━━━ PROVIDED RECORDS ━━━
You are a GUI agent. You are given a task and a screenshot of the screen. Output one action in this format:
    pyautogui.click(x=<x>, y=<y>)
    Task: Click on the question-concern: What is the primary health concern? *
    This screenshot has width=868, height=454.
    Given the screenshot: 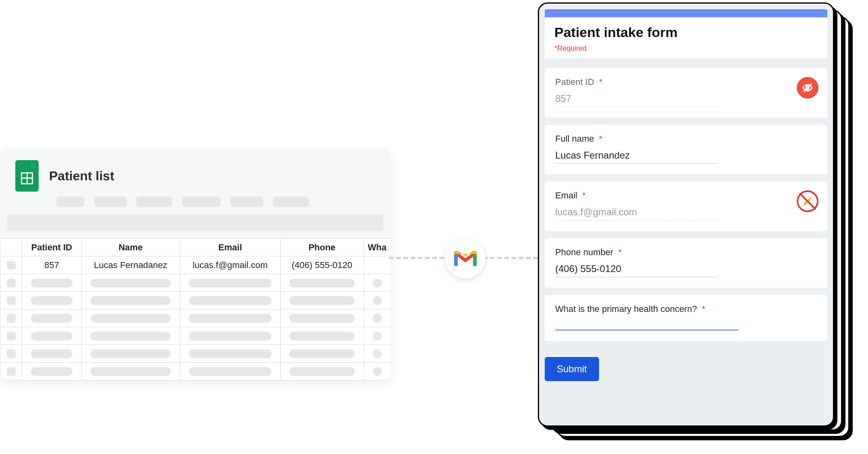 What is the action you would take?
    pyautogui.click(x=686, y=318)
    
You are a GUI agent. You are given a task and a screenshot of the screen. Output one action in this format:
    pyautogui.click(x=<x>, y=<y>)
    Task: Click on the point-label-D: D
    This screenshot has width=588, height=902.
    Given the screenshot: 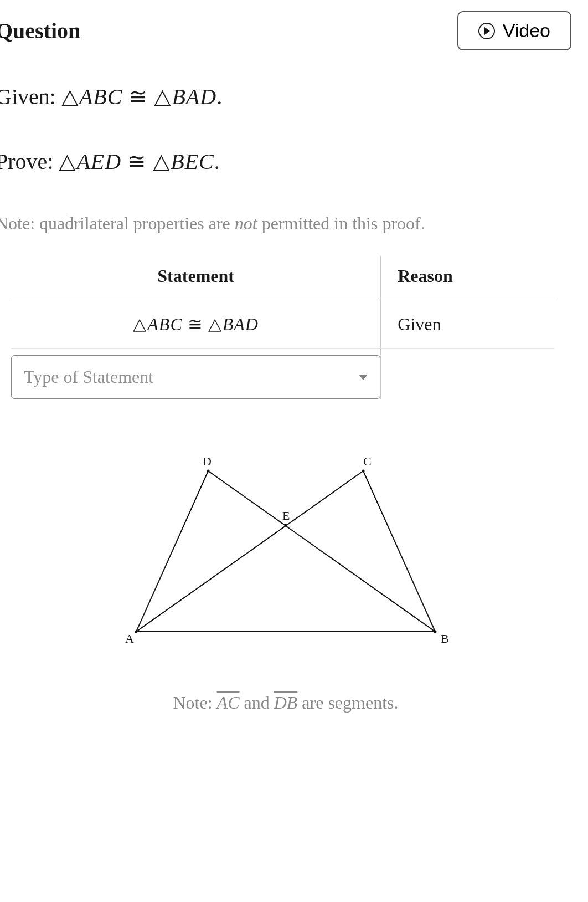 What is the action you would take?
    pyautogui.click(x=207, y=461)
━━━
━━━ PROVIDED RECORDS ━━━
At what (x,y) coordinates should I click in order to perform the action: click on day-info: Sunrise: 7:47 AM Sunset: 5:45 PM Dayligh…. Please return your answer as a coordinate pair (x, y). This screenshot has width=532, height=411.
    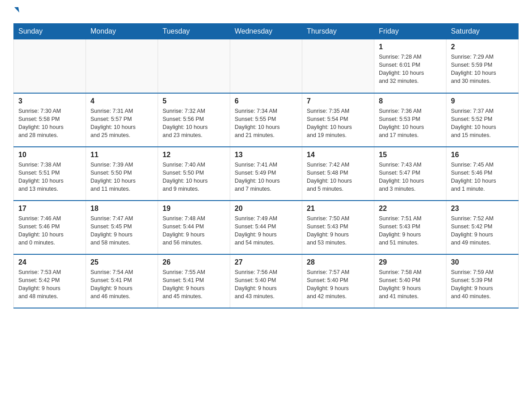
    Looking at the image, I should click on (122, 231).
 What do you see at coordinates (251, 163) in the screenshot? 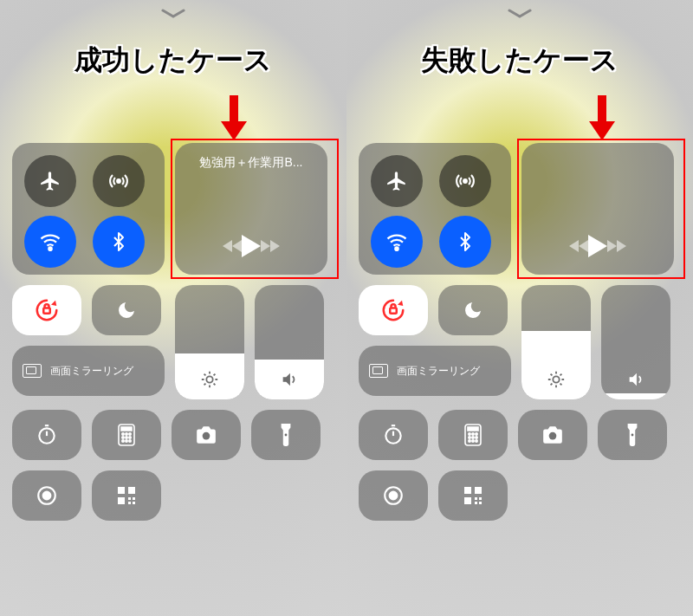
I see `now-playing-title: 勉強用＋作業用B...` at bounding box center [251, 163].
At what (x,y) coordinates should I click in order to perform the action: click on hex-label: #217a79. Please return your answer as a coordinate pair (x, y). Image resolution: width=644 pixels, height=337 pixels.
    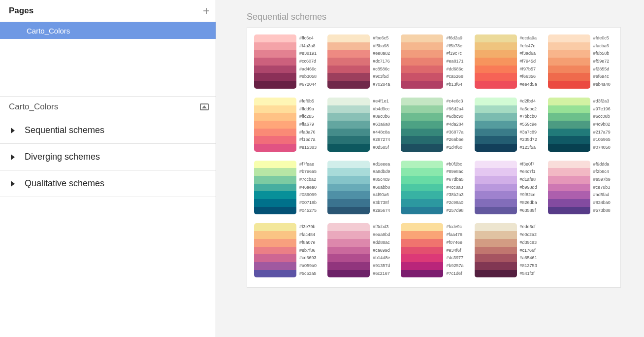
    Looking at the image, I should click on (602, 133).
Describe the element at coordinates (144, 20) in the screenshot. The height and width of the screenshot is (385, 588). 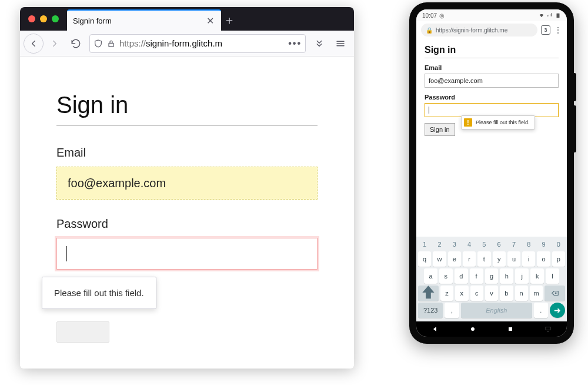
━━━
WHAT YOU HAVE TO DO. Exact copy, pictures excluded: every line above from the one containing "pixels, height=337 pixels." to the one containing "Describe the element", inclusive, and nothing more.

RESULT OF THIS EXERCISE.
At what (x,y) coordinates should I click in order to perform the action: click on hex-label: #217a79. Please return your answer as a coordinate pair (x, y). Image resolution: width=644 pixels, height=337 pixels.
    Looking at the image, I should click on (602, 133).
Describe the element at coordinates (144, 20) in the screenshot. The height and width of the screenshot is (385, 588). 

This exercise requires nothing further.